Cod tongues, seal carpaccios and seaweed gin
In search of Canadian gastronomic identity in Newfoundland
What exactly is Canadian cuisine? Three years ago I went with a couple of food journalist friends on a trip to Toronto, leaving it without a clear idea of what Canadian gastronomic identity was. Is it maple syrup? Smoked wild salmon? Moose burgers? Poutine?
In Newfoundland and Labrador that identity is much clearer. Ascribe that to the tightly knit island community, their Newfie pride, their resilience stemming from being a nation of fishermen and seamen, whiplashed by forces of nature, by crushing ocean, by storms and thick fog and impossibly long winters.
This is the land of the mighty cod, of snow crab and salty-sweet ice shrimps. It's the land of 1001 berries, all kinds from acidic crowberry to slightly tart partridgeberry, from juicy cloudberry (called here bakeapple) to minty snowberry (wittily called here Tic Tac berry).
It’s where pristine virgin forests along the craggy, vertigo-inducing cliffs are filled with fragrant aromas of chanterelles, iodine, Labrador tea, spruce and resin, with a hint of decaying fish and seaweed.
This is the land of moose, caribou and wild birds, all featured heavily on the menus of local eateries, alongside some local curiosities like flipper (seal) pie and fried cod tongues (basically kokotxas – Basque sailors as first commercial whale hunters made it to these shores way back in 1525).
COD ALLMIGHTY
There’s no history of Newfoundland without the history of cod and the role it played not just in gastronomy of the province, but also how it shaped the socioeconomics of the region.
For centuries the native tribes of Newfoundland and Labrador were living off cod fishing, but large scale fishing began shortly after the European arrival in the North American continent in 1492.
What were once bountiful waters by early 1990s with intense overfishing turned into devastation and in 1992 the fisheries completely collapsed, leading to government imposed 10-year cod fishing moratorium. The region that for centuries relied on fishing was left scrambling to survive, eventually turning into Canada’s poorest province.
But as one older islander tells me, hardship is something Newfoundlanders have been familiar with. The long and turbulent history of tumultuous weather, of men lost at sea, of long winters with little or no provisions, of offshore oil boom – and the subsequent sudden decline of it … They have become accustomed to having to reinvent itself with every such shift and turn.
Adaptation, resilience, all reflective in the traditional cuisine as well, this mix of old English and Irish traditions adapted to the geo-climatic conditions of Newfoundland the basis being root vegetables, cod and all kinds of game. In a region perhaps most famous for iceberg viewing and where snow can linger all the way until end of June there’s not much you can grow in such a short crop season so preservation has become key. Salted meats, pickled root vegetables, bottled moose and seal.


- Problem statement:
Find the lines in the records that carry the word "teachers". Copy each one.

- Listed entries:
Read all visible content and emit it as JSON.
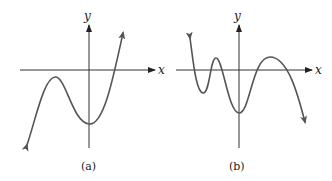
{
  "figure": {
    "panels": [
      {
        "id": "a",
        "caption": "(a)",
        "x_axis_label": "x",
        "y_axis_label": "y",
        "description": "Cubic-like curve: falls to lower-left, local maximum below x-axis left of y-axis, local minimum on negative y-axis, rises through one x-intercept right of origin"
      },
      {
        "id": "b",
        "caption": "(b)",
        "x_axis_label": "x",
        "y_axis_label": "y",
        "description": "Higher-degree polynomial curve: starts high on left, oscillates with local min, local max above axis, local min on negative y-axis, local max above axis, then falls to lower-right; four x-intercepts"
      }
    ],
    "colors": {
      "axis": "#333333",
      "curve": "#555555",
      "text": "#222222"
    }
  }
}
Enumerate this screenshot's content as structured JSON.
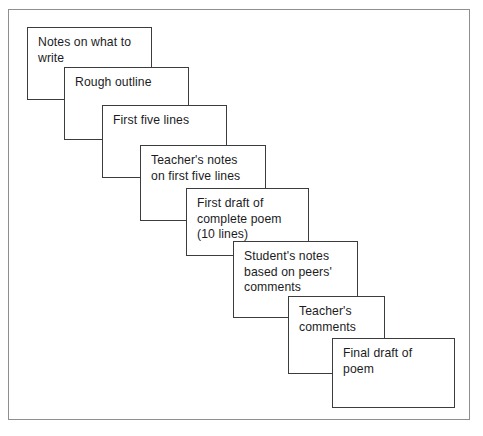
{
  "diagram": {
    "type": "cascading-stack-flow",
    "frame": {
      "border_color": "#8d8f91",
      "background": "#ffffff",
      "x": 8,
      "y": 9,
      "width": 462,
      "height": 411
    },
    "card_style": {
      "border_color": "#3a3c3e",
      "fill_color": "#ffffff",
      "text_color": "#1b1c1e"
    },
    "cards": [
      {
        "id": "notes-on-what-to-write",
        "label": "Notes on what to\nwrite",
        "x": 27,
        "y": 27,
        "width": 125,
        "height": 73
      },
      {
        "id": "rough-outline",
        "label": "Rough outline",
        "x": 64,
        "y": 67,
        "width": 125,
        "height": 73
      },
      {
        "id": "first-five-lines",
        "label": "First five lines",
        "x": 102,
        "y": 105,
        "width": 125,
        "height": 73
      },
      {
        "id": "teachers-notes-on-first-five-lines",
        "label": "Teacher's notes\non first five lines",
        "x": 140,
        "y": 145,
        "width": 126,
        "height": 76
      },
      {
        "id": "first-draft-of-complete-poem",
        "label": "First draft of\ncomplete poem\n(10 lines)",
        "x": 186,
        "y": 188,
        "width": 123,
        "height": 68
      },
      {
        "id": "students-notes-based-on-peers-comments",
        "label": "Student's notes\nbased on peers'\ncomments",
        "x": 233,
        "y": 241,
        "width": 125,
        "height": 77
      },
      {
        "id": "teachers-comments",
        "label": "Teacher's\ncomments",
        "x": 288,
        "y": 296,
        "width": 97,
        "height": 78
      },
      {
        "id": "final-draft-of-poem",
        "label": "Final draft of\npoem",
        "x": 332,
        "y": 338,
        "width": 123,
        "height": 70
      }
    ]
  }
}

- Your solution:
        "id": "teachers-notes-on-first-five-lines",
        "id": "teachers-comments",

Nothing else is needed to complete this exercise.